Yeah, it does. Pretty sure buttons were less common pre-industrialization, limited mostly to more elaborate, fancy clothes. By the time adding buttons was cheap enough for the bulk of the population, design principles were already established.


Yeah, it does. Pretty sure buttons were less common pre-industrialization, limited mostly to more elaborate, fancy clothes. By the time adding buttons was cheap enough for the bulk of the population, design principles were already established.


I interpreted it completely differently, when you “duck”, you crouch down


I wore a bandana pirate-style

But my hair was only shoulder length. I’d probably combine that with a bun.


It lessens it, but that’s because I’m tasting liberally while I cook.


That’s why Primer is my favorite depiction of time travel. Machine turns on at your destination time, you get in at your departure time, and it spits you out in the past. This sacrifices freedom of travel (you can’t go back to before you first turned the machine on) to solve the point-of-reference problem (the machine moves normally with the Earth).


I think typically a Rachel also substitutes coleslaw for sauerkraut.


Ironically, I’ve found that in many cases, frequently I find perfectly correct grammar to be more a hindrance to communication than a boon. In certain cases, grammatically wrong leads to fewer misunderstandings.

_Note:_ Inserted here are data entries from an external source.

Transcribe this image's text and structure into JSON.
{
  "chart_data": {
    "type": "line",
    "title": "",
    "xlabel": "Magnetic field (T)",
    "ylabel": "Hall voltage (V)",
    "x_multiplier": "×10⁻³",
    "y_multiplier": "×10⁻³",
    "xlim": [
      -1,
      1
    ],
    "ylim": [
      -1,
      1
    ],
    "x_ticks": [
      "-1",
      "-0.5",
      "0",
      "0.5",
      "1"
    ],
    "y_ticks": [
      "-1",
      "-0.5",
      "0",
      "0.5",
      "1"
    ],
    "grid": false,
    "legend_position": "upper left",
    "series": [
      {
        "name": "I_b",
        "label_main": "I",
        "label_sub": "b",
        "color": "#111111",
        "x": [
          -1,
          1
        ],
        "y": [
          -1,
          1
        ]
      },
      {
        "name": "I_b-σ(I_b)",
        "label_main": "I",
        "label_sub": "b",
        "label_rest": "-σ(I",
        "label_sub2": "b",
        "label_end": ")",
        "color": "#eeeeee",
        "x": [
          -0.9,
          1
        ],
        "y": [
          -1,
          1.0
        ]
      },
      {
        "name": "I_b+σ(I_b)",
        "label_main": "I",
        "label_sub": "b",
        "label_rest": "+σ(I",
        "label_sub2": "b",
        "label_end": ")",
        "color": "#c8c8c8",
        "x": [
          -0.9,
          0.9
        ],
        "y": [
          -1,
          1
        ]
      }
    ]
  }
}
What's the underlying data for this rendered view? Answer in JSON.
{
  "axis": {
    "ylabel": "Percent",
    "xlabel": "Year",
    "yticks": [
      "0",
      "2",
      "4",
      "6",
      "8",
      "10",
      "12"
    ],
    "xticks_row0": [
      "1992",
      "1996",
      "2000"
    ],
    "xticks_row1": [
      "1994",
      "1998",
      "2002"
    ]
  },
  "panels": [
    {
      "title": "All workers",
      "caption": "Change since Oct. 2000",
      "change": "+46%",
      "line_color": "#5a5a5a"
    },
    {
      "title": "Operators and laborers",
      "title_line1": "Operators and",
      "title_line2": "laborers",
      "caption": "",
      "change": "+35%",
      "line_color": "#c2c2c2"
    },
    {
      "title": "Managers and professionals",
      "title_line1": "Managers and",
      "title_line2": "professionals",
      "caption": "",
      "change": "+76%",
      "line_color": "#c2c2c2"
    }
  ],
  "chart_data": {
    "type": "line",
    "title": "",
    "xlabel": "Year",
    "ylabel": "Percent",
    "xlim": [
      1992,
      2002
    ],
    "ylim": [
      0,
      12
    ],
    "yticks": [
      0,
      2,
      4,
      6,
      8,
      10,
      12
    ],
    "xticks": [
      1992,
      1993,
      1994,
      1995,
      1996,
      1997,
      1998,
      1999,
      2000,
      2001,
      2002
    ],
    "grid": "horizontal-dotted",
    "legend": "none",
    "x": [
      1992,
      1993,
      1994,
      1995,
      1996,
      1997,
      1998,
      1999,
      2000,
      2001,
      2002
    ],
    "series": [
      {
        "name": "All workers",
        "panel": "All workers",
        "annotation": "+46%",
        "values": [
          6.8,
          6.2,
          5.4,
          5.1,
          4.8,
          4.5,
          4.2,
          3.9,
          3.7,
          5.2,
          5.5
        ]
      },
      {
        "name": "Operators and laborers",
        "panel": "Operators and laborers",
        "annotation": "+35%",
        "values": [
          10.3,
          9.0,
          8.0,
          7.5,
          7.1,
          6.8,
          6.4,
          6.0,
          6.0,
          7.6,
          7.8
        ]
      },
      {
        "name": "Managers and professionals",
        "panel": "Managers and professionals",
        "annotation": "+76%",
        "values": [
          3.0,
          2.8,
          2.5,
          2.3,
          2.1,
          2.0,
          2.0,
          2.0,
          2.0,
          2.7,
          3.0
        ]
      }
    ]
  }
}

Who told you God is omnipotent and above humans? Who told you he or she has emotions, or smites or becomes upset or wrathful?
Any God worth naming as such is so beyond such concepts as to be entirely inscrutable. It’s people that ascribe such characteristics, usually to influence other people. In any case, it comes from an inclination to anthropomorphize the unknown, to rationalize non-human phenomena through a familiar human lens. The conflict isn’t in God, it’s in God’s self-appointed biographers.


Did you misinterpret Starship Troopers to be straight endorsement of militant fascism?
yes!
There’s your problem. Just because an author writes a book with a world building premise does not mean they fully endorse the world created. In Stranger in a Strange Land, which came out less than two years later, the main character creates a free love hippie movement. The Moon is a Harsh Mistress, a few years later, is about a revolution against authoritarian oppression.
If a person names as his three favorites of my books Stranger, Harsh Mistress, and Starship Troopers … then I believe that he has grokked what I meant. But if he likes one—but not the other two—I am certain that he has misunderstood me, he has picked out points—and misunderstood what he picked. If he picks 2 of 3, then there is hope, 1 of 3—no hope. All three books are on one subject: Freedom and Self-Responsibility.
Heinlein wrote thought experiments. He wrote about the relationship between people and the society they live in. To that end, he wrote about a number of different kinds of society, and how people related to them. Insofar as you could ascribe any particular political ideology to him based on his writings, he was broadly anti-authoritarian. Nothing remotely close to a Nazi.


Uh, curious where you got that from, especially since I don’t see how you can be both a Nazi and a libertarian. Did you misinterpret Starship Troopers to be straight endorsement of militant fascism?


You should read Job: A Comedy of Justice by Robert Heinlein. This is basically the main theme


“Magic” has many definitions. There’s fantasy magic, stage magic, Hollywood magic.
Magick has had a consistent definition of “the science and art of causing change to occur in conformity with will” for a century. The “mysticism” is a very potent system of exploiting the associative nature of the mind to focus one’s will, and train the subconscious.
I think of anarchy like a guiding ideal: flatten hierarchies.
You can’t eliminate hierarchies. If you eliminate “official” hierarchies, you lack measures to prevent individuals from exerting their will over other individuals by force, which is just another hierarchy. As long as one person can swing a club at another, you have a naturally emergent hierarchy. Once you’ve created a group of people to stop people from swinging clubs at other people, you’ve invented a hierarchy.
The anarchic ideal would be a system of organization to minimize the club-swinging. The proverbial sweet spot between preventing oppression without being oppressive. But it all ultimately comes down to club-swinging, you can’t have a purely anarchic system without enabling private power. The best you can do is aim for the flattest possible hierarchy.
I thought about this recently and it does make sense. You’ve gotta test the spring so you can use the right amount of force


Eh, the 80s and 90s were a marked shift towards usefulness. Gotta maximize shareholder value, dontcha know.


You and me both buddy, although “sprinkling” somewhat understates my general approach.


if it ain’t broke
Ironic choice of words


There’s just really not a very useful reason outside of “because we can”, so it hasn’t really been a priority. Still, that’s kinda the point of the Artemis program, so we’re getting there.